By the ninth inning, it didn’t matter, though: The Yankees, in their own stadium the last two nights, have been outscored 14-0 from the sixth inning on. Oh, oh, with everything else going on, we totally forgot to mention that Mark Teixeira got hurt. Yeah: We know, right? He strained his hamstring trying to run out a grounder in the fifth inning, and the Yanks certainly missed him: His replacement, Marcus Thames, struck out in his only plate appearance, against a right-hander, and he was unavailable when Berkman was befuddled against a left-hander. Teixeira will have an MRI tomorrow morning, which isn’t ideal, but it’s really not ideal when the Yankees are supposed to play at 4 p.m. on Wednesday, which they are.
(Update: Teixeira’s officially out for the rest of the postseason. By that, we mean “Game Five.”)
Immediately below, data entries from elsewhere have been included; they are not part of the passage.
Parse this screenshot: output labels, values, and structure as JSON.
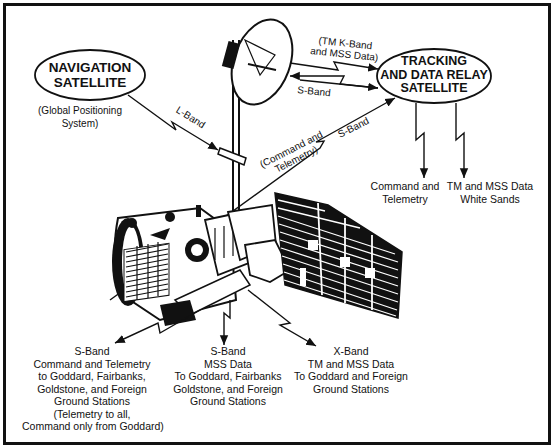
{
  "diagram": {
    "nodes": {
      "navigation": {
        "title_line1": "NAVIGATION",
        "title_line2": "SATELLITE",
        "note_line1": "(Global Positioning",
        "note_line2": "System)"
      },
      "tdrs": {
        "title_line1": "TRACKING",
        "title_line2": "AND DATA RELAY",
        "title_line3": "SATELLITE"
      }
    },
    "links": {
      "l_band": "L-Band",
      "tm_kband_line1": "(TM K-Band",
      "tm_kband_line2": "and MSS Data)",
      "s_band_antenna": "S-Band",
      "command_telemetry_line1": "(Command and",
      "command_telemetry_line2": "Telemetry)",
      "s_band_relay": "S-Band"
    },
    "tdrs_outputs": {
      "left_line1": "Command and",
      "left_line2": "Telemetry",
      "right_line1": "TM and MSS Data",
      "right_line2": "White Sands"
    },
    "ground": {
      "left": [
        "S-Band",
        "Command and Telemetry",
        "to Goddard, Fairbanks,",
        "Goldstone, and Foreign",
        "Ground Stations",
        "(Telemetry to all,",
        "Command only from Goddard)"
      ],
      "center": [
        "S-Band",
        "MSS Data",
        "To Goddard, Fairbanks",
        "Goldstone, and Foreign",
        "Ground Stations"
      ],
      "right": [
        "X-Band",
        "TM and MSS Data",
        "To Goddard and Foreign",
        "Ground Stations"
      ]
    }
  }
}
Listen: This is obviously the worst-case scenario. Forget Cliff Lee; the Yankees will have to be extremely fortunate — and show a fortitude they haven’t shown this series — just to be so lucky to see Lee again. It is frighteningly possible that the Yankees season could be over by 7:30 Wednesday night. The Yankees have CC Sabathia on Wednesday afternoon against C.J. Wilson, a pitching match-up that favors them. They have another one on Friday night that favors them, if less so. They can get there. Three wins is not four. There is no clock in baseball. This doesn’t have to be over just yet. But boy: It sure does feel over, don’t it? Truthfully: It’s felt over for a while.
Oh, and one note to end here: The inevitable consequence of billion-dollar cathedrals of luxury boxes is a wealthier, more corporate, less engaged fan. It happens. We get it. But it was astounding, and deeply depressing, to see the massive number of empty seats at Yankee Stadium in the seventh inning tonight. (In the ninth inning, down by seven runs, we suppose we understand.) It was a long game, on a Tuesday night, and everybody’s gotta go to work Wednesday, all understood. But considering how many amazing October nights the Yankees have given their fans over the last fifteen years, and considering the tying run was at the plate in the eighth inning, it must have been harrowing for Yankees brass to see so many fans head for the gates. We don’t want to see anyone mocking Los Angeles sports fans anymore. The new Yankee Stadium has turned Yankees postseason crowds into something we don’t recognize, and don’t want to.